In the catchall phrase “Our Democracy,” today’s progressives are alluding to one of their modern virtues – inclusion. But as any good progressive would say, that is a false narrative, Daniel Henninger explains in the WSJ.
Worse than Carbon Emissions
When progressives refer to “our democracy,” what they mean is their democracy. To be a member of their democracy, one has to share their beliefs. If you’re not in, you’re out. And if you’re out, they may come after you for being a threat to democracy. Other than carbon emissions, what could be worse?
In the Washington Post recently, Stacey Abrams, the Georgia Democrat, wrote a piece titled, “Our democracy faced a near-death experience.” Four paragraphs in, Ms. Abrams places Republicans outside democracy: “Our democratic system faces extraordinary threats today because of sustained attacks from Republican leaders who throw up roadblocks to voting and, among the worst actors, stoke the flames of white supremacy and hyper-nationalism to cling to power.”
Which brings us to Marjorie Taylor Greene, the congresswoman from Georgia. Is Ms. Greene, asks Mr. Henninger, a member of our democracy, or not?
On Nov. 3, more than 300,000 Georgians cast votes in the state’s 14th Congressional District. Of these, Ms. Greene received 229,827 votes. One month later, 230 representatives, including every Democrat present, voted to strip Rep. Greene of her seats on the chamber’s committees. It was an act without precedent. In effect and result, House Democrats eviscerated the November election by imposing de minimis representation on the people of Georgia’s 14th District for two years.
This is an astonishing and destructive event. Republicans now say they may do the same when they regain House control, perhaps by stripping committee assignments from Rep. Ilhan Omar of Minnesota for her anti-Semitic conspiracy theory that U.S. support for Israel is “all about the (Benjamin’s) baby.”
How does voting to demote the election in a Georgia congressional district, no matter how freakish its representative’s views, square with “our democracy”?
Within days of that House vote, an inevitable corollary event arrived, with a New York Times columnist suggesting that in light of “our [that word again] national reality crisis,” some academics were urging the creation of a federal “reality czar,” whose office would identify and presumably correct false thinking.
A More Cynical Interpretation
Correcting “false thinking” is just another weapon to win elections, continues Mr. Henninger. Make the post-Trump threat so cartoonishly large that no “serious person” can vote with the marching-moron Republicans.
Cynicism notwithstanding, Americans are living through a kind of informational dystopia. Some of it came from Donald Trump, who fed the postelection anxiety through Rudy Giuliani and Sidney Powell. But that alone can’t account for the mass psychosis among progressives now about those who dissent from being shaped by their templates for “our democracy.”
Even more disturbing than Marjorie Taylor Greene (a whack job who ended up in Congress) are the many “once-liberal intellectuals, journalists and upper-middle-class urbanites who are becoming utterly alienated from normal—yes, normal—people throughout the country.”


_Problem to solve_
Could you print all the entries below exactly as they appear, omitting the pictures?

++++++++++++++++++++

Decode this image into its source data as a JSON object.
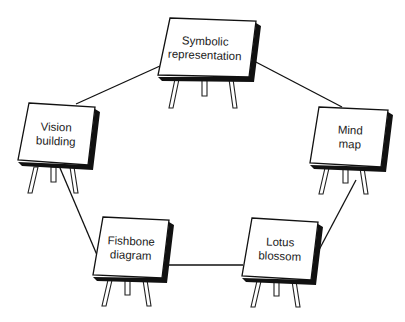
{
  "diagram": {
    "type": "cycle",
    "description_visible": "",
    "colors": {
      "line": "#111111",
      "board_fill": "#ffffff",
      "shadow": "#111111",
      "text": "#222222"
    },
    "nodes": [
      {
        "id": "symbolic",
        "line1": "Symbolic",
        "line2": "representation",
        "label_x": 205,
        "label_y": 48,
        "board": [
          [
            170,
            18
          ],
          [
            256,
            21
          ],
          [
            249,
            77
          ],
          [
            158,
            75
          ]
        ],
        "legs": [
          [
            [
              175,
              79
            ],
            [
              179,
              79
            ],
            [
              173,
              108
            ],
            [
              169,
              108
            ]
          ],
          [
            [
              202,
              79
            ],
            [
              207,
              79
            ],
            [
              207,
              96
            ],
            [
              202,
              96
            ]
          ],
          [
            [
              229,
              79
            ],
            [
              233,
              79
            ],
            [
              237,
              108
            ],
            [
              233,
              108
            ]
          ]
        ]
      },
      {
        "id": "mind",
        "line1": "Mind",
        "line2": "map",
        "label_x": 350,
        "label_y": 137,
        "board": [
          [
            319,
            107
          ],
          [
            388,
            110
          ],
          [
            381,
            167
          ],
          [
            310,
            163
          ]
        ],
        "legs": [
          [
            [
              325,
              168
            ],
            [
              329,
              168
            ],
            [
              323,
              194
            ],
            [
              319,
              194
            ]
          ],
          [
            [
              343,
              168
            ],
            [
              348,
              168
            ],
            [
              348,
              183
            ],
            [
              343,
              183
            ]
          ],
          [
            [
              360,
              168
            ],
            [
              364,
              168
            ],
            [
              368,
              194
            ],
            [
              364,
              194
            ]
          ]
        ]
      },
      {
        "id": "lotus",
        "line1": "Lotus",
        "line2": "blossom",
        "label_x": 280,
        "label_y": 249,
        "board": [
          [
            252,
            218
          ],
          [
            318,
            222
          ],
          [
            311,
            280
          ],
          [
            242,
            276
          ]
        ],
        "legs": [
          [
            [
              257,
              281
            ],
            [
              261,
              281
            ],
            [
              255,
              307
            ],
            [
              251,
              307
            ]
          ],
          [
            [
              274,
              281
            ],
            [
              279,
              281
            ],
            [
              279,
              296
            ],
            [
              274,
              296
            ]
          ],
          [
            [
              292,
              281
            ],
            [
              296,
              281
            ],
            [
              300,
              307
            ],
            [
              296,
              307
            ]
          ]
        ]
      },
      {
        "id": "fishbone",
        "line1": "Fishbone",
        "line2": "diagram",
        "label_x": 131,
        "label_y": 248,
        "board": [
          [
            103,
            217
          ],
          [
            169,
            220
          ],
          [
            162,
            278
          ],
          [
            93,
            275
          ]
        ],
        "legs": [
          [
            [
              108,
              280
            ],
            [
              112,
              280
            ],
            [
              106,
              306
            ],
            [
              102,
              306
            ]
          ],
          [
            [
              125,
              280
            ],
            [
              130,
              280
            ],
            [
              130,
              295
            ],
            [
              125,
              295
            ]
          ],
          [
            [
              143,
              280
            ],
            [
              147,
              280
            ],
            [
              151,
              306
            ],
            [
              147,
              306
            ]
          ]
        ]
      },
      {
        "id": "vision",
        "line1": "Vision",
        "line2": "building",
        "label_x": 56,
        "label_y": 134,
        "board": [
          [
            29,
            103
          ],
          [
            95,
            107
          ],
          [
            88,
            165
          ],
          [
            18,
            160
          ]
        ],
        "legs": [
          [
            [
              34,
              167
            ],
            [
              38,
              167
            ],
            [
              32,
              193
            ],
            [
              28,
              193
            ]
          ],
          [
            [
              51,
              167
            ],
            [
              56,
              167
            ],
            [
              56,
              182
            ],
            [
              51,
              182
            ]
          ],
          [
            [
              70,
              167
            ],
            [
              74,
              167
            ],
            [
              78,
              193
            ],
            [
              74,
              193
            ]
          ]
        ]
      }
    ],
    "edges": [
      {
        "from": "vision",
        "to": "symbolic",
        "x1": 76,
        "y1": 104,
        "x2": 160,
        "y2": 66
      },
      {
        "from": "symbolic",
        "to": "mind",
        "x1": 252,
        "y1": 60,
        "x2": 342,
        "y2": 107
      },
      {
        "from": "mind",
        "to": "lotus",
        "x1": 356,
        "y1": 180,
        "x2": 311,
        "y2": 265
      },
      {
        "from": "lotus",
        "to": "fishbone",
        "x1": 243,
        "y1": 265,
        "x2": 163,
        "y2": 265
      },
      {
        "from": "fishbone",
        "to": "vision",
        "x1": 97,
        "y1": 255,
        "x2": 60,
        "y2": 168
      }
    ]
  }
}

++++++++++++++++++++

_Response_
Decode this image into its source data as a JSON object.
{
  "diagram": {
    "type": "cycle",
    "description_visible": "",
    "colors": {
      "line": "#111111",
      "board_fill": "#ffffff",
      "shadow": "#111111",
      "text": "#222222"
    },
    "nodes": [
      {
        "id": "symbolic",
        "line1": "Symbolic",
        "line2": "representation",
        "label_x": 205,
        "label_y": 48,
        "board": [
          [
            170,
            18
          ],
          [
            256,
            21
          ],
          [
            249,
            77
          ],
          [
            158,
            75
          ]
        ],
        "legs": [
          [
            [
              175,
              79
            ],
            [
              179,
              79
            ],
            [
              173,
              108
            ],
            [
              169,
              108
            ]
          ],
          [
            [
              202,
              79
            ],
            [
              207,
              79
            ],
            [
              207,
              96
            ],
            [
              202,
              96
            ]
          ],
          [
            [
              229,
              79
            ],
            [
              233,
              79
            ],
            [
              237,
              108
            ],
            [
              233,
              108
            ]
          ]
        ]
      },
      {
        "id": "mind",
        "line1": "Mind",
        "line2": "map",
        "label_x": 350,
        "label_y": 137,
        "board": [
          [
            319,
            107
          ],
          [
            388,
            110
          ],
          [
            381,
            167
          ],
          [
            310,
            163
          ]
        ],
        "legs": [
          [
            [
              325,
              168
            ],
            [
              329,
              168
            ],
            [
              323,
              194
            ],
            [
              319,
              194
            ]
          ],
          [
            [
              343,
              168
            ],
            [
              348,
              168
            ],
            [
              348,
              183
            ],
            [
              343,
              183
            ]
          ],
          [
            [
              360,
              168
            ],
            [
              364,
              168
            ],
            [
              368,
              194
            ],
            [
              364,
              194
            ]
          ]
        ]
      },
      {
        "id": "lotus",
        "line1": "Lotus",
        "line2": "blossom",
        "label_x": 280,
        "label_y": 249,
        "board": [
          [
            252,
            218
          ],
          [
            318,
            222
          ],
          [
            311,
            280
          ],
          [
            242,
            276
          ]
        ],
        "legs": [
          [
            [
              257,
              281
            ],
            [
              261,
              281
            ],
            [
              255,
              307
            ],
            [
              251,
              307
            ]
          ],
          [
            [
              274,
              281
            ],
            [
              279,
              281
            ],
            [
              279,
              296
            ],
            [
              274,
              296
            ]
          ],
          [
            [
              292,
              281
            ],
            [
              296,
              281
            ],
            [
              300,
              307
            ],
            [
              296,
              307
            ]
          ]
        ]
      },
      {
        "id": "fishbone",
        "line1": "Fishbone",
        "line2": "diagram",
        "label_x": 131,
        "label_y": 248,
        "board": [
          [
            103,
            217
          ],
          [
            169,
            220
          ],
          [
            162,
            278
          ],
          [
            93,
            275
          ]
        ],
        "legs": [
          [
            [
              108,
              280
            ],
            [
              112,
              280
            ],
            [
              106,
              306
            ],
            [
              102,
              306
            ]
          ],
          [
            [
              125,
              280
            ],
            [
              130,
              280
            ],
            [
              130,
              295
            ],
            [
              125,
              295
            ]
          ],
          [
            [
              143,
              280
            ],
            [
              147,
              280
            ],
            [
              151,
              306
            ],
            [
              147,
              306
            ]
          ]
        ]
      },
      {
        "id": "vision",
        "line1": "Vision",
        "line2": "building",
        "label_x": 56,
        "label_y": 134,
        "board": [
          [
            29,
            103
          ],
          [
            95,
            107
          ],
          [
            88,
            165
          ],
          [
            18,
            160
          ]
        ],
        "legs": [
          [
            [
              34,
              167
            ],
            [
              38,
              167
            ],
            [
              32,
              193
            ],
            [
              28,
              193
            ]
          ],
          [
            [
              51,
              167
            ],
            [
              56,
              167
            ],
            [
              56,
              182
            ],
            [
              51,
              182
            ]
          ],
          [
            [
              70,
              167
            ],
            [
              74,
              167
            ],
            [
              78,
              193
            ],
            [
              74,
              193
            ]
          ]
        ]
      }
    ],
    "edges": [
      {
        "from": "vision",
        "to": "symbolic",
        "x1": 76,
        "y1": 104,
        "x2": 160,
        "y2": 66
      },
      {
        "from": "symbolic",
        "to": "mind",
        "x1": 252,
        "y1": 60,
        "x2": 342,
        "y2": 107
      },
      {
        "from": "mind",
        "to": "lotus",
        "x1": 356,
        "y1": 180,
        "x2": 311,
        "y2": 265
      },
      {
        "from": "lotus",
        "to": "fishbone",
        "x1": 243,
        "y1": 265,
        "x2": 163,
        "y2": 265
      },
      {
        "from": "fishbone",
        "to": "vision",
        "x1": 97,
        "y1": 255,
        "x2": 60,
        "y2": 168
      }
    ]
  }
}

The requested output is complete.